From the world of John Wick, the prequel miniseries The Continental starts on Prime Video

Set in 1970s New York, the 3-episode miniseries follows a young Winston Scott on a deadly journey through the mysterious underworld of the Continental in an attempt to take over the very hotel where he will ultimately claim his throne.

The story told by one of the most successful film franchises of recent years, that of John Wickexpands into The Continental. The new miniseries of Prime Videoavailable to stream starting today every Friday afternoon with an 80-90 minute episode for three weeks, takes fans back in time to the hell of 1970s New York to reveal how a young Winston Scott, played on the great screen from Ian McShane, ended up becoming the owner of the eponymous hotel for elite assassins. A rise that – it should be pretty clear to you by now, after four films – involves some very lethal business to deal with. Business involving the current head of the Continental, Cormac, a role for which the production wanted and managed to have the winner of two Oscars Mel Gibson.

Inside the story of The Continental

Handsome, intelligent, cold and controlled, Winston Scott (in this younger version played by the actor of The Originals Colin Woodell) is a shrewd businessman who thinks in an unusual way. Several years after a traumatic event involving him and his brother Frankie, we find Winston in London. Forcibly taken to New York, to the Continental, where he reunites with Cormac (Gibson), a crime boss and the current manager of the hotel, Winston discovers that the latter, an intimidating but fascinating force, is on the Frankie tracks (Ben Robson, Animal Kingdom), guilty of having stolen something very precious from him with the complicity of his wife Yen (Velvet Kate). Cormac orders him to find him before he kills him, and although Winston wants nothing more to do with him and his world, he will do what it takes to protect his brother, because he knows how ruthless and brutal Cormac is.

Save The Continental your Prime Video

That world and everything that revolves around it includes many other characters. Like Charon (Ayomide Adegu), Cormac’s trusted assistant whose loyalty is tested and must choose between his protector and a potential found family; role played in films by the late Lance Reddick.
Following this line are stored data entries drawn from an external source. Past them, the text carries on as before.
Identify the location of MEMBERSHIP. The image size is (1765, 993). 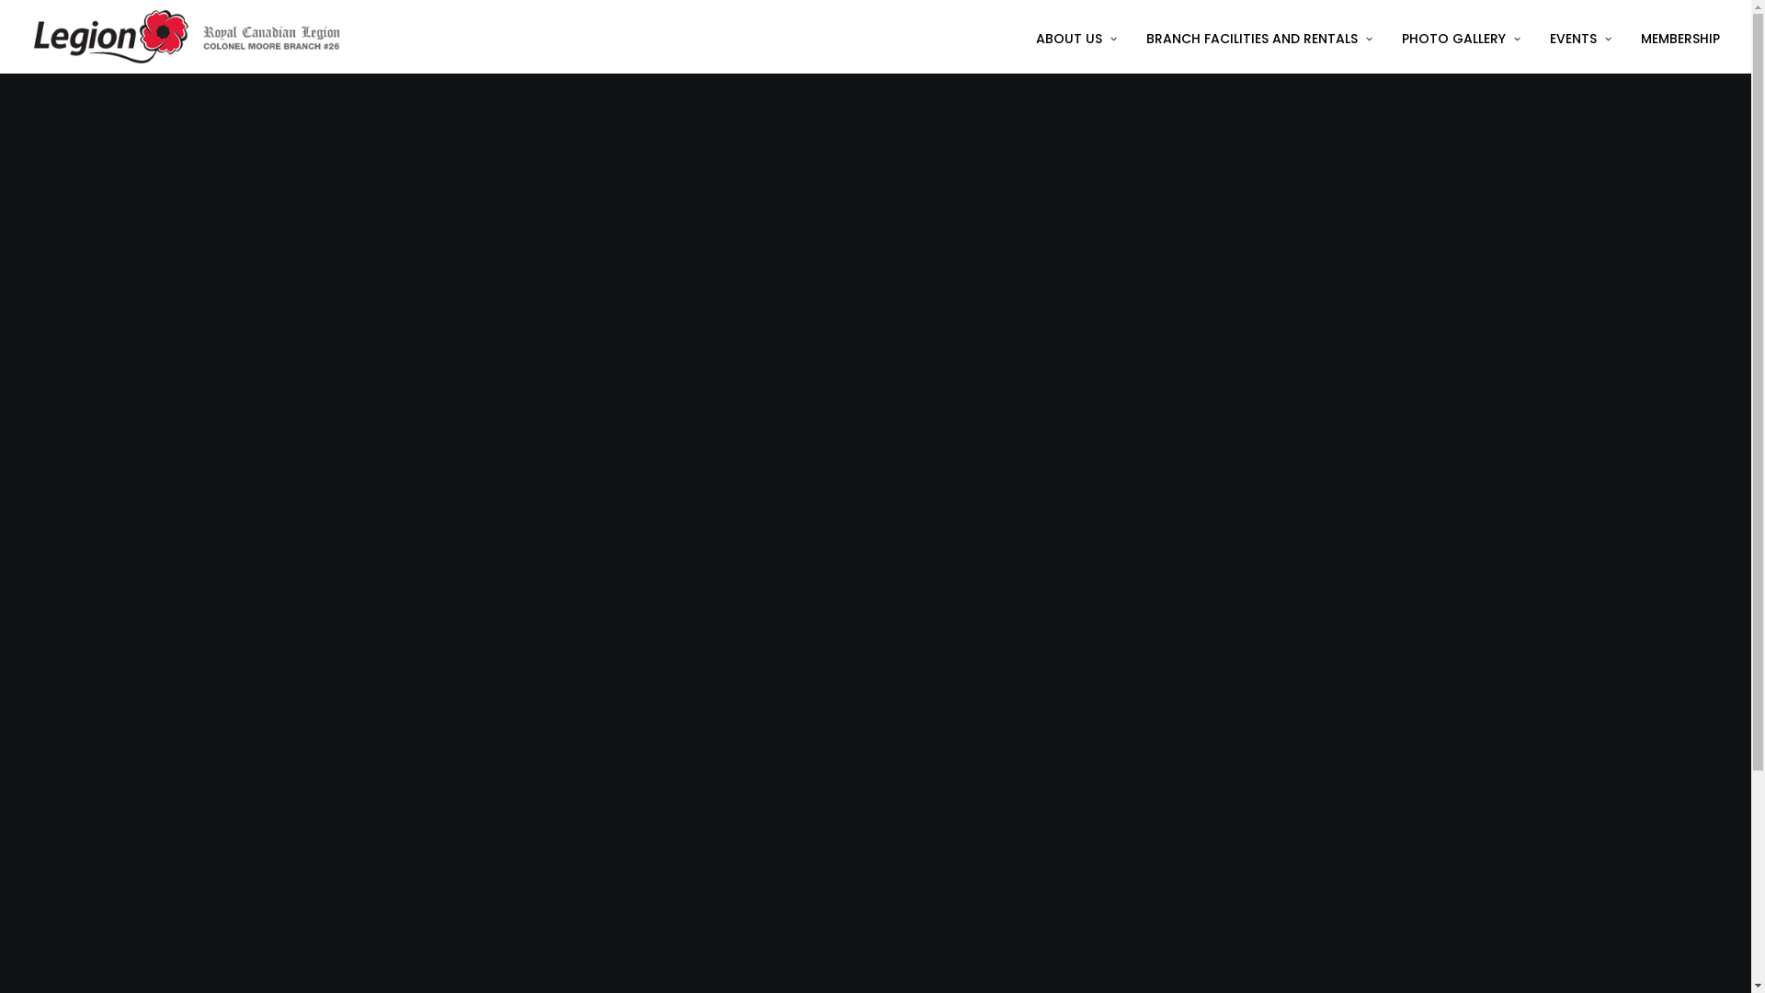
(1673, 37).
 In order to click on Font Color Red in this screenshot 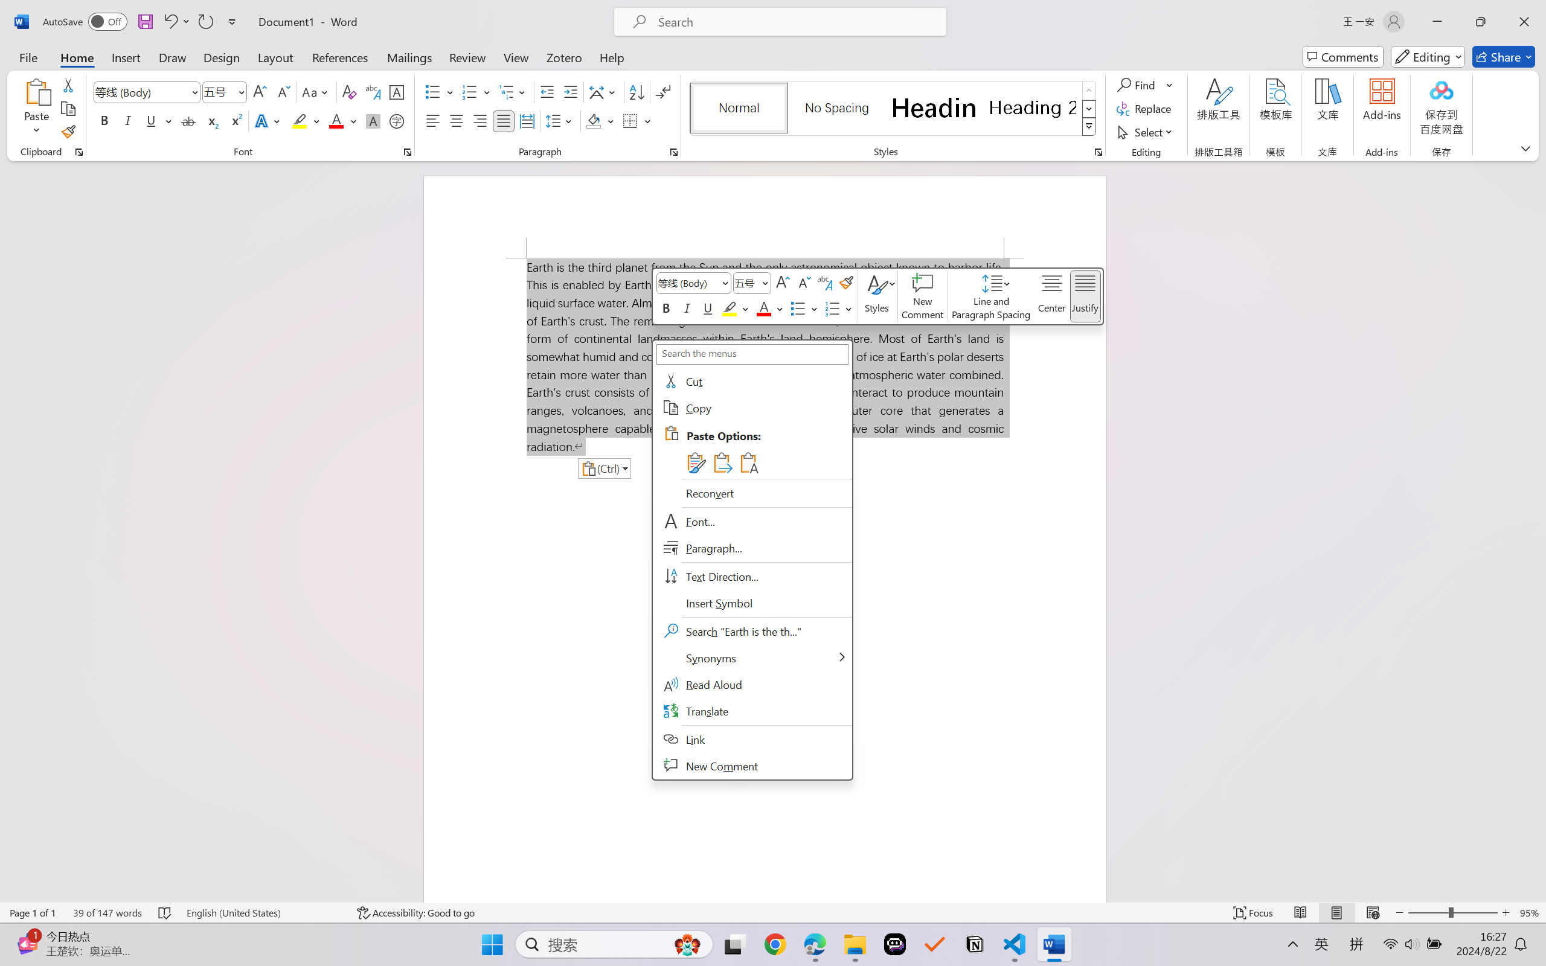, I will do `click(337, 121)`.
KD e Mayhew (Michelle Prada e Jeremy Bobb) are a pair of detectives with different approaches to the Continental’s affairs. While she is determined to uncover the city’s criminal underbelly with her own agenda, he bluntly warns her to stay away from the hotel. There is a play of strength between the two, and also something more that is not visible to everyone. Especially to Mayhew’s wife. Finally, the Lou brothers (Jessica Allain) e Miles (Hubert Point-Du Jour), entangled in the affairs of the mafia and the underworld out of necessity: the dojo that their father bequeathed to them is a trickle of money and they need to make more – with the complicity of Lemmy (Adam Shapiro) and in the past also by Frankie – to keep it open.

Rule no. 1: Don’t bore the audience

In an interview with TVLinethe director and executive producer Albert Hughes he said that one of the rules followed so that that of The Continental it sounds like a story from the world of John Wick was to make sure that “the audience didn’t get bored. This very mysterious mythology in which all the audience’s questions are never fully answered. In a certain sense it’s a kind of homage to European cinema; no one says that about films Of John Wick, but the last one had a very European ending even though Americans sometimes take things too literally. I didn’t take that ending literally. They were also good with the locations. With the fighting. With the color of the film. We took all of that and put it in the ’70s era with two characters you’re familiar with – Winston and Charon – but younger. And then we had to introduce the audience to new characters – and that was actually the biggest challenge.”